The Deputy Governor highlighted that risks in the digital era evolve at much greater speed, with customer growth, misinformation and liquidity stress capable of materialising within hours.
"In the digital world, both growth and stress can travel faster. Customer acquisition can be exponential, but so can misinformation, panic, and outflows. Risks that used to take weeks to build can now crystallise in hours. This means supervisory feedback loops must tighten, with early triggers, faster follow-up, and clear escalation," he said.
Many institutions may rely on the same core service providers, cloud platforms, payment rails, data vendors, and cybersecurity tools. This creates a new form of common exposure. It is not always visible in traditional financial ratios, but it is very real, the RBI DG said.
For supervision, we need to map dependencies more actively and assess concentration risk at the ecosystem level, not only at the individual institution level, he added.
Further, he said AI and machine learning are entering credit underwriting, fraud detection, customer service, treasury, and even internal control functions. This improves efficiency but also raises new questions of accountability, explainability, and fairness. "Supervisors need to be able to ask, and entities need to be able to answer, a simple question: who owns the outcome when a model drives a decision?"

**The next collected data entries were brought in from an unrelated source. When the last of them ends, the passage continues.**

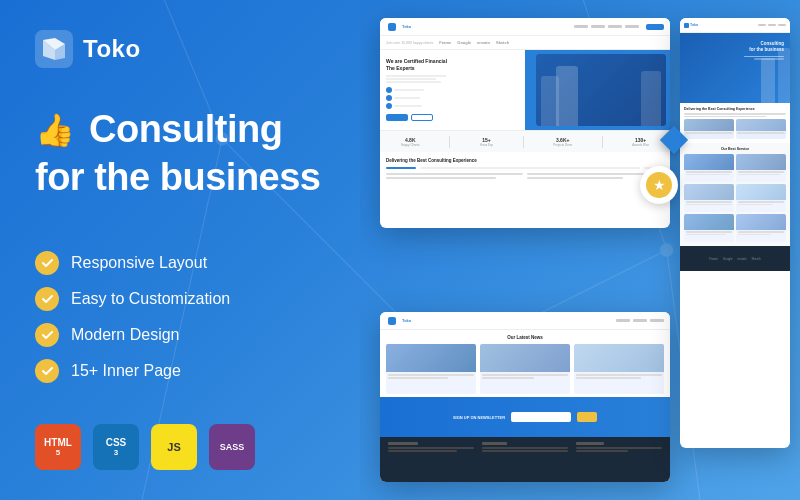 This screenshot has width=800, height=500. Describe the element at coordinates (525, 338) in the screenshot. I see `mock-news-title: Our Latest News` at that location.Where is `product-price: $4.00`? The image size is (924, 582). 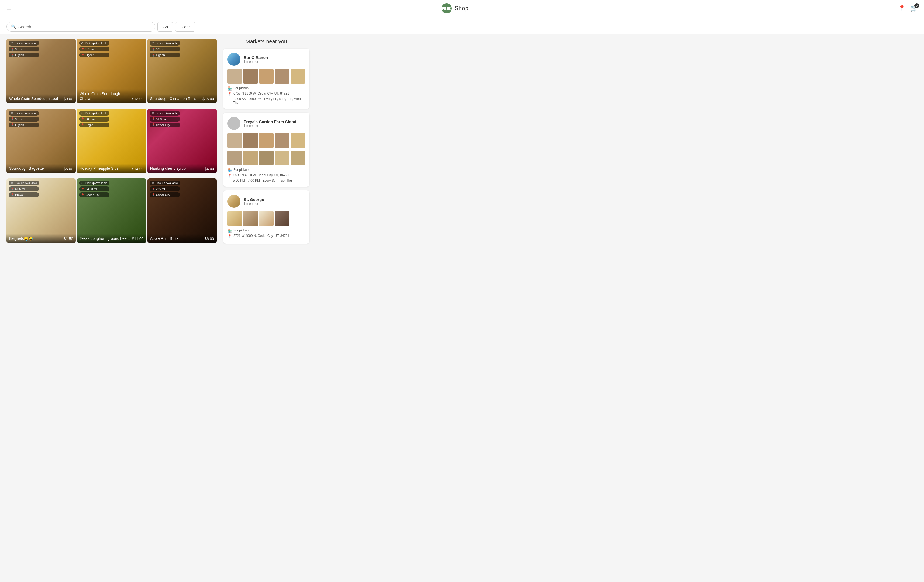 product-price: $4.00 is located at coordinates (210, 169).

"Digital banking increases points of entry, and the adversary is no longer a random hacker. It is often organised, well-funded, and persistent. Even when a bank's internal controls are strong, a weakness at a vendor, a partner, or a common technology component can spill over. Resilience and recovery must be treated as core capabilities," he said.
Digital lending, embedded finance, and platform-based distribution have significantly improved access and convenience. But we have also seen risks of mis-selling, opaque charges, aggressive recovery practices, and data misuse. In a digital environment, customer harm can quickly become a confidence issue, which can then transform into a liquidity issue.
Swaminathan J said supervision in the digital age must become more vigilant, ecosystem-aware and outcome-focused. "The objective is not to slow innovation, but to ensure it is built on trust, resilience and fairness," he said.